We were in our twenties, so we were broke. We were both in college and had no money. I had a roommate and the night before the Big Day she decided to bake us a “wedding cake” and I stayed up with her a big chunk of the night helping her make it and decorate it with raisins because she didn’t have chocolate chips. I loved Martha’s cake! To me it was a symbolical and faithful representation of the bride and groom’s honesty and sincerity and willingness to not have a shred of phoniness and fakeness. We were only able to gather enough scraps of gold to have one wedding band made: mine, a thin band of 10K gold. Honeymoon? Yeah, a happy three-hour bus ride to the city of Morelia and then to beautiful Patzcuaro.

A few years went by, then a sad divorce, a second relationship and at the ripe age of 38 I became a mother. We were not trying to get pregnant, but it happened. I could not believe it. My body was a woman’s body. I had to start believing it. I always thought myself too weird to have a normal woman’s life. And there I was, in spite of myself, “with child.” I could not explain this to myself. Only one explanation was possible in my mind. Definitive and absolute. I started journaling the day we found out we were pregnant. I was certain that this baby, however it came out, was a precious gift.
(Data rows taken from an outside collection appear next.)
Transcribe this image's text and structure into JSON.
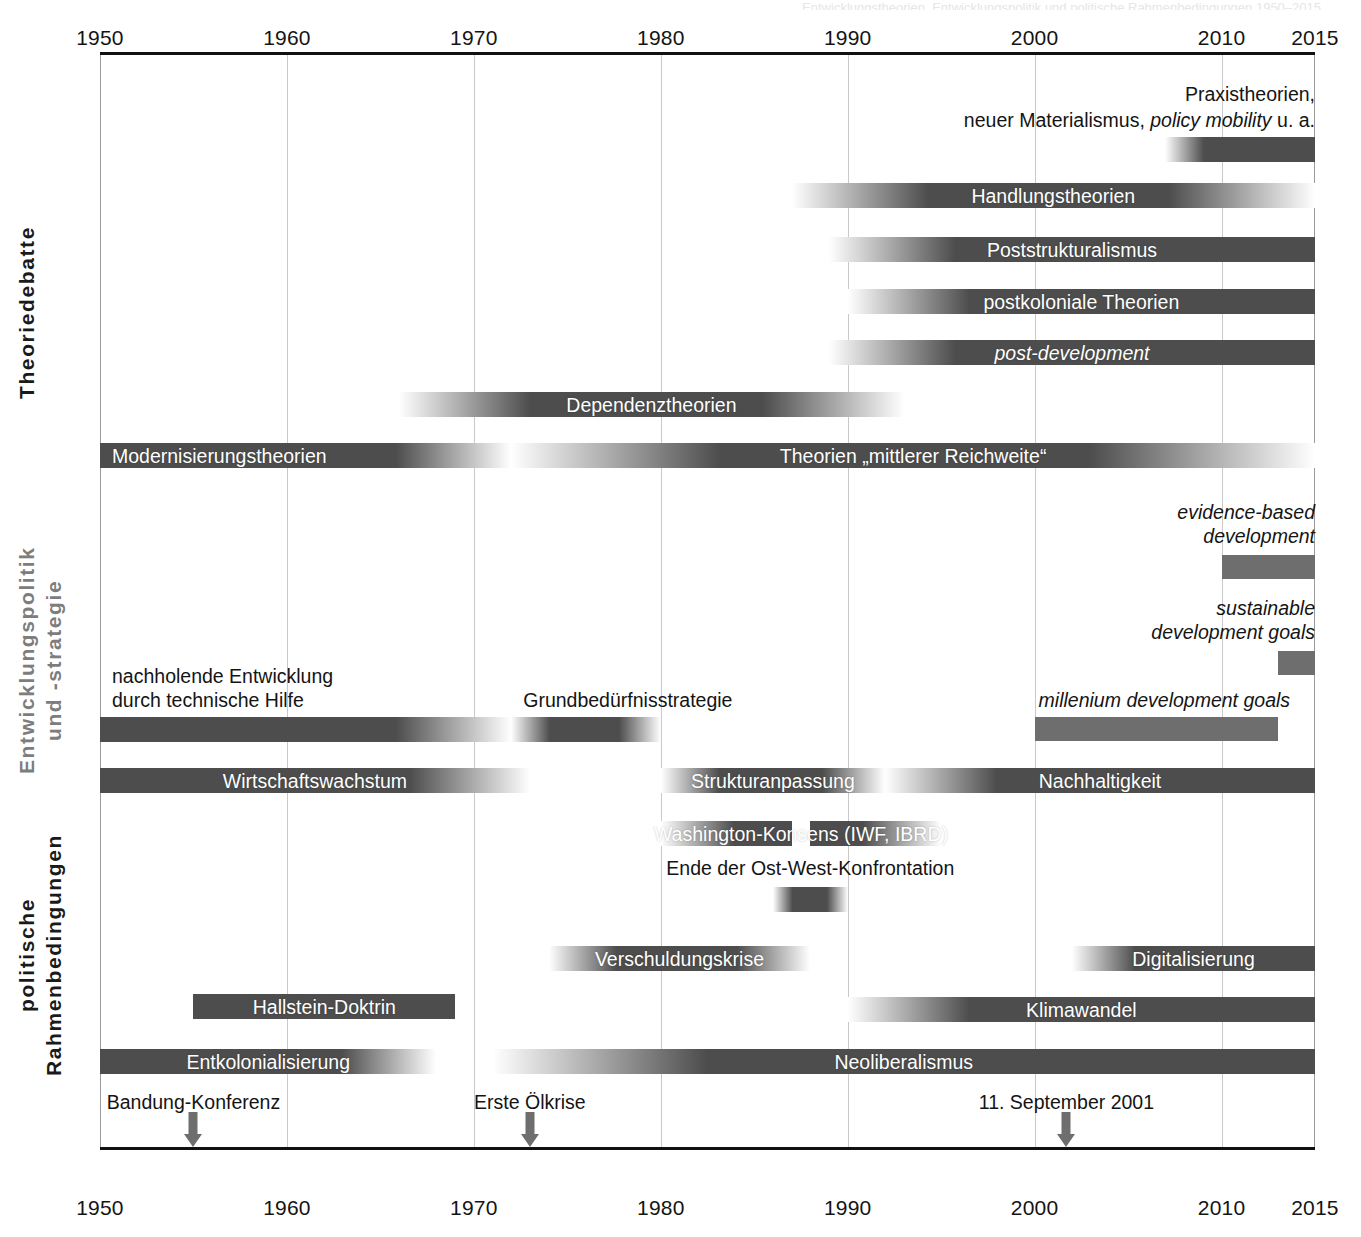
{
  "chart_data": {
    "type": "bar",
    "title": "Entwicklungstheorien, Entwicklungspolitik und politische Rahmenbedingungen 1950–2015",
    "subtype": "timeline / gantt",
    "xlabel": "",
    "ylabel": "",
    "xlim": [
      1950,
      2015
    ],
    "grid": true,
    "legend": "none",
    "axis": {
      "ticks": [
        1950,
        1960,
        1970,
        1980,
        1990,
        2000,
        2010,
        2015
      ],
      "tick_labels": [
        "1950",
        "1960",
        "1970",
        "1980",
        "1990",
        "2000",
        "2010",
        "2015"
      ],
      "top_labels": [
        "1950",
        "1960",
        "1970",
        "1980",
        "1990",
        "2000",
        "2010",
        "2015"
      ],
      "bottom_labels": [
        "1950",
        "1960",
        "1970",
        "1980",
        "1990",
        "2000",
        "2010",
        "2015"
      ]
    },
    "sections": [
      {
        "id": "theoriedebatte",
        "label": "Theoriedebatte",
        "label_color": "#1a1a1a",
        "bars": [
          {
            "name": "Praxistheorien, neuer Materialismus, policy mobility u. a.",
            "start": 2007,
            "end": 2015,
            "fade_left": true,
            "fade_right": false,
            "label_inside": false
          },
          {
            "name": "Handlungstheorien",
            "start": 1987,
            "end": 2015,
            "fade_left": true,
            "fade_right": true,
            "label_inside": true,
            "label_pos": "center"
          },
          {
            "name": "Poststrukturalismus",
            "start": 1989,
            "end": 2015,
            "fade_left": true,
            "fade_right": false,
            "label_inside": true,
            "label_pos": "center"
          },
          {
            "name": "postkoloniale Theorien",
            "start": 1990,
            "end": 2015,
            "fade_left": true,
            "fade_right": false,
            "label_inside": true,
            "label_pos": "center"
          },
          {
            "name": "post-development",
            "start": 1989,
            "end": 2015,
            "fade_left": true,
            "fade_right": false,
            "italic": true,
            "label_inside": true,
            "label_pos": "center"
          },
          {
            "name": "Dependenztheorien",
            "start": 1966,
            "end": 1993,
            "fade_left": true,
            "fade_right": true,
            "label_inside": true,
            "label_pos": "center"
          },
          {
            "name": "Modernisierungstheorien",
            "start": 1950,
            "end": 1972,
            "fade_left": false,
            "fade_right": true,
            "label_inside": true,
            "label_pos": "left"
          },
          {
            "name": "Theorien „mittlerer Reichweite“",
            "start": 1972,
            "end": 2015,
            "fade_left": true,
            "fade_right": true,
            "label_inside": true,
            "label_pos": "center"
          }
        ]
      },
      {
        "id": "entwicklungspolitik",
        "label": "Entwicklungspolitik\nund -strategie",
        "label_color": "#7d7d7d",
        "bars": [
          {
            "name": "evidence-based development",
            "start": 2010,
            "end": 2015,
            "fade_left": false,
            "fade_right": false,
            "italic": true,
            "label_inside": false,
            "label_lines": [
              "evidence-based",
              "development"
            ]
          },
          {
            "name": "sustainable development goals",
            "start": 2013,
            "end": 2015,
            "fade_left": false,
            "fade_right": false,
            "italic": true,
            "label_inside": false,
            "label_lines": [
              "sustainable",
              "development goals"
            ]
          },
          {
            "name": "millenium development goals",
            "start": 2000,
            "end": 2013,
            "fade_left": false,
            "fade_right": false,
            "italic": true,
            "label_inside": false,
            "label_lines": [
              "millenium development goals"
            ]
          },
          {
            "name": "nachholende Entwicklung durch technische Hilfe",
            "start": 1950,
            "end": 1972,
            "fade_left": false,
            "fade_right": true,
            "label_inside": false,
            "label_lines": [
              "nachholende Entwicklung",
              "durch technische Hilfe"
            ]
          },
          {
            "name": "Grundbedürfnisstrategie",
            "start": 1972,
            "end": 1980,
            "fade_left": true,
            "fade_right": true,
            "label_inside": false,
            "label_lines": [
              "Grundbedürfnisstrategie"
            ]
          },
          {
            "name": "Wirtschaftswachstum",
            "start": 1950,
            "end": 1973,
            "fade_left": false,
            "fade_right": true,
            "label_inside": true,
            "label_pos": "center"
          },
          {
            "name": "Strukturanpassung",
            "start": 1980,
            "end": 1992,
            "fade_left": true,
            "fade_right": true,
            "label_inside": true,
            "label_pos": "center"
          },
          {
            "name": "Nachhaltigkeit",
            "start": 1992,
            "end": 2015,
            "fade_left": true,
            "fade_right": false,
            "label_inside": true,
            "label_pos": "center"
          },
          {
            "name": "Washington-Konsens (IWF, IBRD)",
            "start": 1980,
            "end": 1995,
            "fade_left": true,
            "fade_right": true,
            "notch": {
              "start": 1987,
              "end": 1988
            },
            "label_inside": true,
            "label_pos": "center"
          }
        ]
      },
      {
        "id": "rahmenbedingungen",
        "label": "politische\nRahmenbedingungen",
        "label_color": "#1a1a1a",
        "bars": [
          {
            "name": "Ende der Ost-West-Konfrontation",
            "start": 1986,
            "end": 1990,
            "fade_left": true,
            "fade_right": true,
            "label_inside": false,
            "label_lines": [
              "Ende der Ost-West-Konfrontation"
            ]
          },
          {
            "name": "Verschuldungskrise",
            "start": 1974,
            "end": 1988,
            "fade_left": true,
            "fade_right": true,
            "label_inside": true,
            "label_pos": "center"
          },
          {
            "name": "Digitalisierung",
            "start": 2002,
            "end": 2015,
            "fade_left": true,
            "fade_right": false,
            "label_inside": true,
            "label_pos": "center"
          },
          {
            "name": "Klimawandel",
            "start": 1990,
            "end": 2015,
            "fade_left": true,
            "fade_right": false,
            "label_inside": true,
            "label_pos": "center"
          },
          {
            "name": "Hallstein-Doktrin",
            "start": 1955,
            "end": 1969,
            "fade_left": false,
            "fade_right": false,
            "label_inside": true,
            "label_pos": "center"
          },
          {
            "name": "Entkolonialisierung",
            "start": 1950,
            "end": 1968,
            "fade_left": false,
            "fade_right": true,
            "label_inside": true,
            "label_pos": "center"
          },
          {
            "name": "Neoliberalismus",
            "start": 1971,
            "end": 2015,
            "fade_left": true,
            "fade_right": false,
            "label_inside": true,
            "label_pos": "center"
          }
        ]
      }
    ],
    "events": [
      {
        "label": "Bandung-Konferenz",
        "year": 1955
      },
      {
        "label": "Erste Ölkrise",
        "year": 1973
      },
      {
        "label": "11. September 2001",
        "year": 2001.7
      }
    ],
    "colors": {
      "bar_dark": "#4d4d4d",
      "bar_mid": "#6e6e6e",
      "bar_light": "#9a9a9a",
      "grid": "#c9c9c9",
      "axis": "#111111",
      "label_light": "#7d7d7d",
      "text": "#141414",
      "bar_text": "#ffffff"
    }
  }
}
At that age, given my weight and other health concerns, I was considered a high risk pregnancy. At doctors’ offices I told anyone who would listen, “Go ahead and do all your tests. And if you tell me there is something terribly wrong with this baby, I will not allow an abortion. You don’t turn gifts away.”

Then when I held perfect little Valentina in my arms, I knew that God loves me, he has to. Wh else would he fill me with the humility and the awe of having a human being formed in my body, a body for which most of the time I held no love or appreciation? So I started having these internal conversations with myself about my atheism. An then I would often be surprised with moments of grace that I could not explain but through my knowledge of God.
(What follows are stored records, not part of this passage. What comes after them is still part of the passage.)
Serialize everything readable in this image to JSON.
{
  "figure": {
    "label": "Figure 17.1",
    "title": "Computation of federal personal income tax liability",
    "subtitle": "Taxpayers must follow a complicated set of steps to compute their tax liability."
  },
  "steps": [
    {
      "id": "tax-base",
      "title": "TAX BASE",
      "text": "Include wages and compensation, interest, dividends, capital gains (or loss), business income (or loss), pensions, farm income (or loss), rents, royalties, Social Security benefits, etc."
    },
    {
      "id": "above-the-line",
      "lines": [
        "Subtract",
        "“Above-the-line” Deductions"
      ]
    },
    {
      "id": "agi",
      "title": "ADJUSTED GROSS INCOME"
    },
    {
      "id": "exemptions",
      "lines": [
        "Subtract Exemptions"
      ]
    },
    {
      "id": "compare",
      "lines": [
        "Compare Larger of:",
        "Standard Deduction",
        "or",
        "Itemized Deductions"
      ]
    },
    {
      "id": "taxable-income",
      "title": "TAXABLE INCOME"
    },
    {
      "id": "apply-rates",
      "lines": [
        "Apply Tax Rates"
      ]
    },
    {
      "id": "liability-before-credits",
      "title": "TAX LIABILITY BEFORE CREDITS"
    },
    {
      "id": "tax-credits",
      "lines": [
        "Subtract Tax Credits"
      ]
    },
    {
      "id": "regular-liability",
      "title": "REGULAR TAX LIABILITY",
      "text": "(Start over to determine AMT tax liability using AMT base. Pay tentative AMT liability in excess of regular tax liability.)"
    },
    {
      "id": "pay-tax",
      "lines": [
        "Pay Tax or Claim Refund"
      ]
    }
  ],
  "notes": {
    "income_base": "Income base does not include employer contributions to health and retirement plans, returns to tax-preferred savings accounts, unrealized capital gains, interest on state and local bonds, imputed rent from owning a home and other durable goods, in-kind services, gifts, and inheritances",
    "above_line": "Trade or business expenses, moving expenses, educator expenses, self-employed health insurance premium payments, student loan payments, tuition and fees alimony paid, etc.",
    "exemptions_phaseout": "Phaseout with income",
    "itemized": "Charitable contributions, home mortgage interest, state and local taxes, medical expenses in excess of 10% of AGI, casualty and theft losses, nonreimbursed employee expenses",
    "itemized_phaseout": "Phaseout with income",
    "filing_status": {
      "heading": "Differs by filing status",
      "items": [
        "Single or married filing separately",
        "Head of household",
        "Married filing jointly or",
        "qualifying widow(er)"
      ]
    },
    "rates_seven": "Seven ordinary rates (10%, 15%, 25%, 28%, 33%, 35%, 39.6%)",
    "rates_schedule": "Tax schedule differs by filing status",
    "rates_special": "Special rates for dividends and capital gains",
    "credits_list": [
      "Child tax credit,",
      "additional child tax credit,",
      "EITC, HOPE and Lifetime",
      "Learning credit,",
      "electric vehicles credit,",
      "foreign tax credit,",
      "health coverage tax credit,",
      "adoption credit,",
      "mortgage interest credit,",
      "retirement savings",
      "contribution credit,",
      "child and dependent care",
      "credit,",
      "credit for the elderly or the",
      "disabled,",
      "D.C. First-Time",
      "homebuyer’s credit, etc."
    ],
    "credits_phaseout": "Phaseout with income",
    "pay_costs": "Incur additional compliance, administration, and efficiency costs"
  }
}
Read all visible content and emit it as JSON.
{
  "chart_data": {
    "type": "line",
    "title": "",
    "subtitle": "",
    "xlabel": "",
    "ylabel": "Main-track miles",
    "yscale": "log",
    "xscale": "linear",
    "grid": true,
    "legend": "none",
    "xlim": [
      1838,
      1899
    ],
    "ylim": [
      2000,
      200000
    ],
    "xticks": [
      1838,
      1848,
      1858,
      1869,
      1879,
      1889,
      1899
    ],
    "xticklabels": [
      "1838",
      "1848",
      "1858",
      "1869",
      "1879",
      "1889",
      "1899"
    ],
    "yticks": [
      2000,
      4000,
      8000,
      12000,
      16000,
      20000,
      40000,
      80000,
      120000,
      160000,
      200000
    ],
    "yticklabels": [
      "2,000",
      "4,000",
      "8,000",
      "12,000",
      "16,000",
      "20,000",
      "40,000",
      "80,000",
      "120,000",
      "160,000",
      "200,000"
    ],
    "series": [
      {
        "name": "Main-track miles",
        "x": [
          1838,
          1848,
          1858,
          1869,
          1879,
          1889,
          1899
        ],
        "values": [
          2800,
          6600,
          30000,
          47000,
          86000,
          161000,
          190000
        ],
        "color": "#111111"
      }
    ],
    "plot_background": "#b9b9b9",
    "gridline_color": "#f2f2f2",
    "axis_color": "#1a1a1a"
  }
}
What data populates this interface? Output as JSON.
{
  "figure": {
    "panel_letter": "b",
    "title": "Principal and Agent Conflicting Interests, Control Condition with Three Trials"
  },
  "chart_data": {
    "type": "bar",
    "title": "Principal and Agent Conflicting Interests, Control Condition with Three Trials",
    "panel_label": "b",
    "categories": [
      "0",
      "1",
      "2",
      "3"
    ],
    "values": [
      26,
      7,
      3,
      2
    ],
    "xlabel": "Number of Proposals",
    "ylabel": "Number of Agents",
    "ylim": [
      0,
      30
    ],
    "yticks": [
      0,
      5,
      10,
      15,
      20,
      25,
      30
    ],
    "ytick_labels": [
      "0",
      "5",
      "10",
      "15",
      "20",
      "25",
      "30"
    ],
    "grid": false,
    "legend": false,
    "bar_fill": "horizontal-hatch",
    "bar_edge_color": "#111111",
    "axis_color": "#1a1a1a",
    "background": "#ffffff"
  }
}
Still, I could not reconcile with my Catholicism. That was a hard one. There were just too many questions I couldn’t answer through my old religion. But I began accepting to myself and to others my process of recovering God.

But my heart needed some form of spiritual ritual. At first I thought being ever grateful, ever prayer-full, and aspiring for humility would be enough. I thought talking intimately to God would be enough. But at some point I craved for some formality in my relationship with God.

So here I am, about three decades later, going to mass and even praying the rosary. I had to relearn the words to these Catholic prayers, but here I am, doing it. My husband Raul and Valentina have joined me with an open heart and most Sundays we go to church as a family. Some evenings I stay with Mother Angelica on TV to pray the rosary, responding in Spanish to her English Hail Marys.

When I feel my old doubts and questions simmering to the surface, I squelch them. I have no time for them. The things that still might not make sense to my logic mind I quickly try to disregard and choose to hold fast to my renewing faith. I talk to him and Mary every day, every day requesting the miracle of healing my broken body, but ultimately accepting the high grace of being alive.

When depression comes every now and then, and I am discouraged by even the privilege of life, I remember to look for my daughter’s face and smile. And then it comes, strong and purposeful, the remembrance of why I’m the mother of this cherished child…God must love me.